A chessboard with pieces set up, CPU label, and a red game interface.

Pawn to VEX: Chess Comes to Houdini’s Viewport

Play chess in Houdini’s viewport using VEX-driven logic – no simulation needed, no rendering required.

Houdini users can now play chess directly in the viewport, courtesy of technical artist Mohamad Salame. The interactive chess tool relies entirely on VEX scripting for move logic and game state tracking. That means no simulation nodes, no rendering pipelines, and certainly no Python backdoors. It’s all handled inside Houdini’s SOP (Surface Operator) context, with every rule of chess implemented as raw VEX code. If you lose, don’t blame your renderer.

Learning Tool or Just Fun? Yes.

While not meant for production (unless your project is a very confusing FX-heavy Queen’s Gambit remake), the project highlights how logic systems and user interaction can be prototyped in Houdini using just VEX. Think of it as a conceptual playground rather than a feature request for SideFX.

Where to Download

The Houdini chess tool is available for free on Gumroad. No license fees, no royalties – just 64 squares of procedural decision-making. If you’re wondering whether chess belongs in your postproduction pipeline, the answer is: probably not. But if you’re curious how far VEX can be pushed for interactive logic and UI inside Houdini, this checkered curiosity might be worth a look. Or at least a quick match between caching sessions. Check before use, especially if your studio’s pipeline doesn’t include en passant.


■ WHAT YOU WILL DO ■
Leave out the pictures and restate every entry word for word.

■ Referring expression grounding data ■
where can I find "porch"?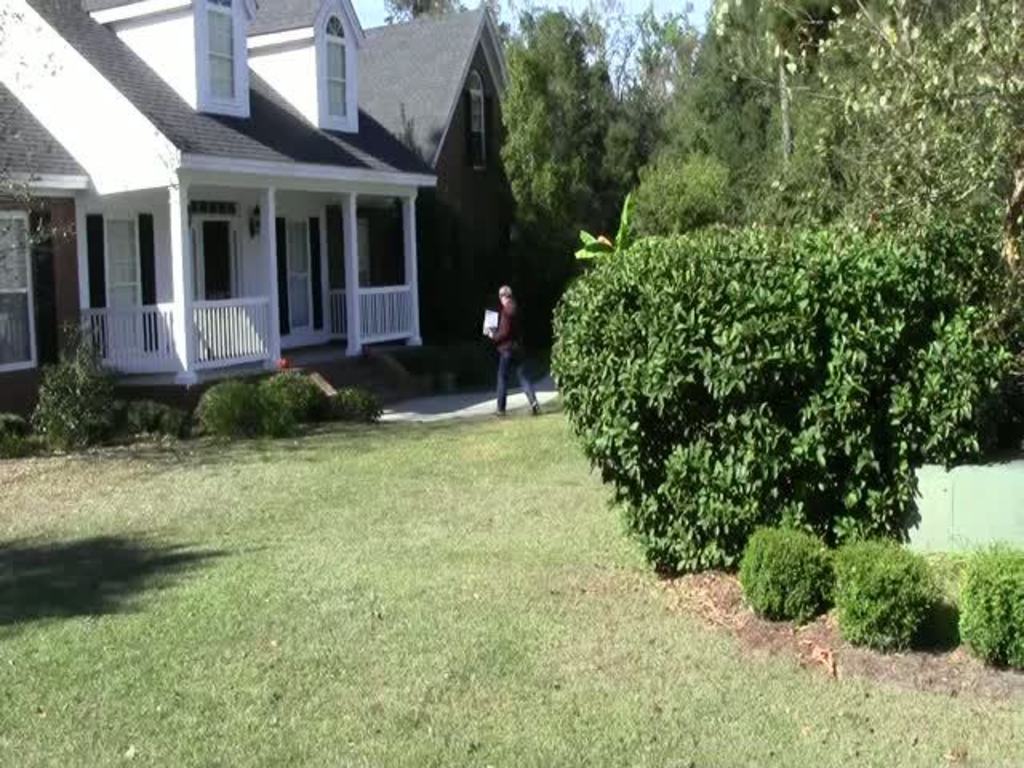
You can find it at bbox=(78, 280, 418, 378).
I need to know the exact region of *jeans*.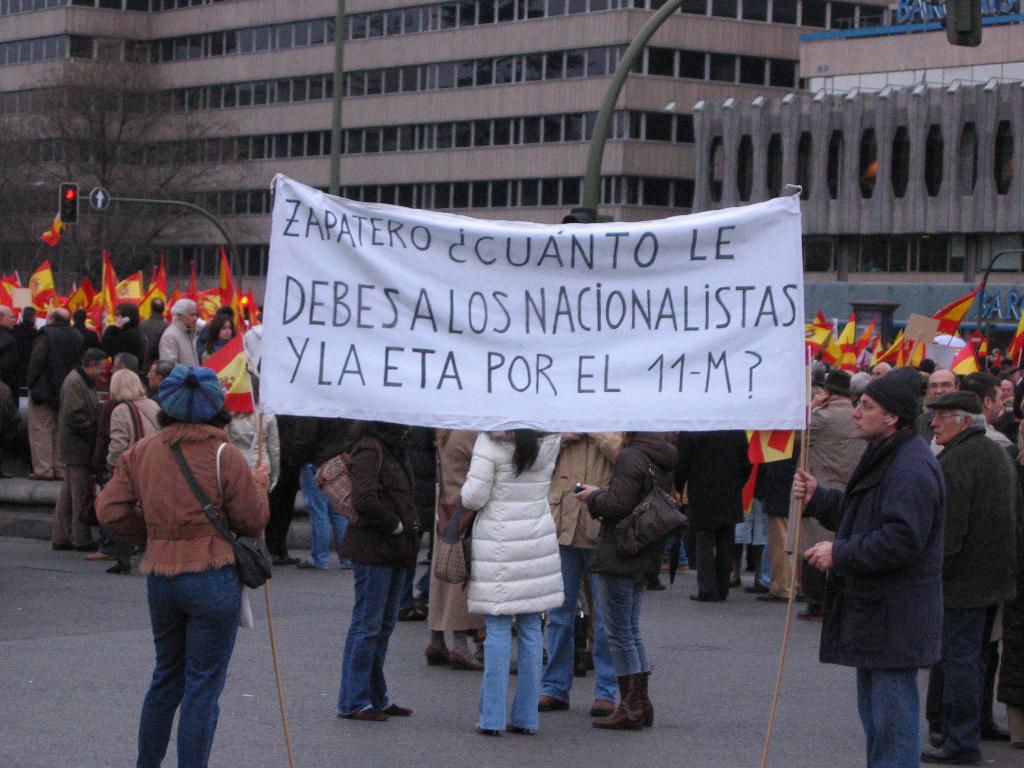
Region: {"x1": 550, "y1": 545, "x2": 612, "y2": 700}.
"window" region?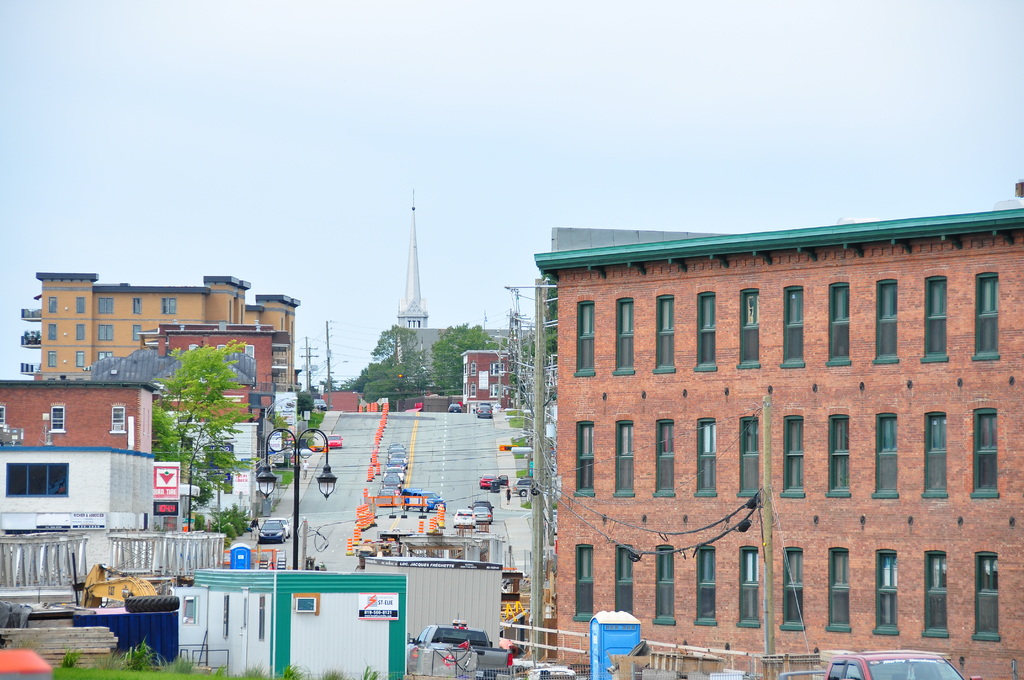
select_region(657, 545, 672, 617)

■ SOLUTION FOR THIS PROBLEM ■
where can I find "porch"?
You can find it at bbox=(78, 280, 418, 378).
I need to know the exact region of *jeans*.
Region: {"x1": 550, "y1": 545, "x2": 612, "y2": 700}.
"window" region?
select_region(657, 545, 672, 617)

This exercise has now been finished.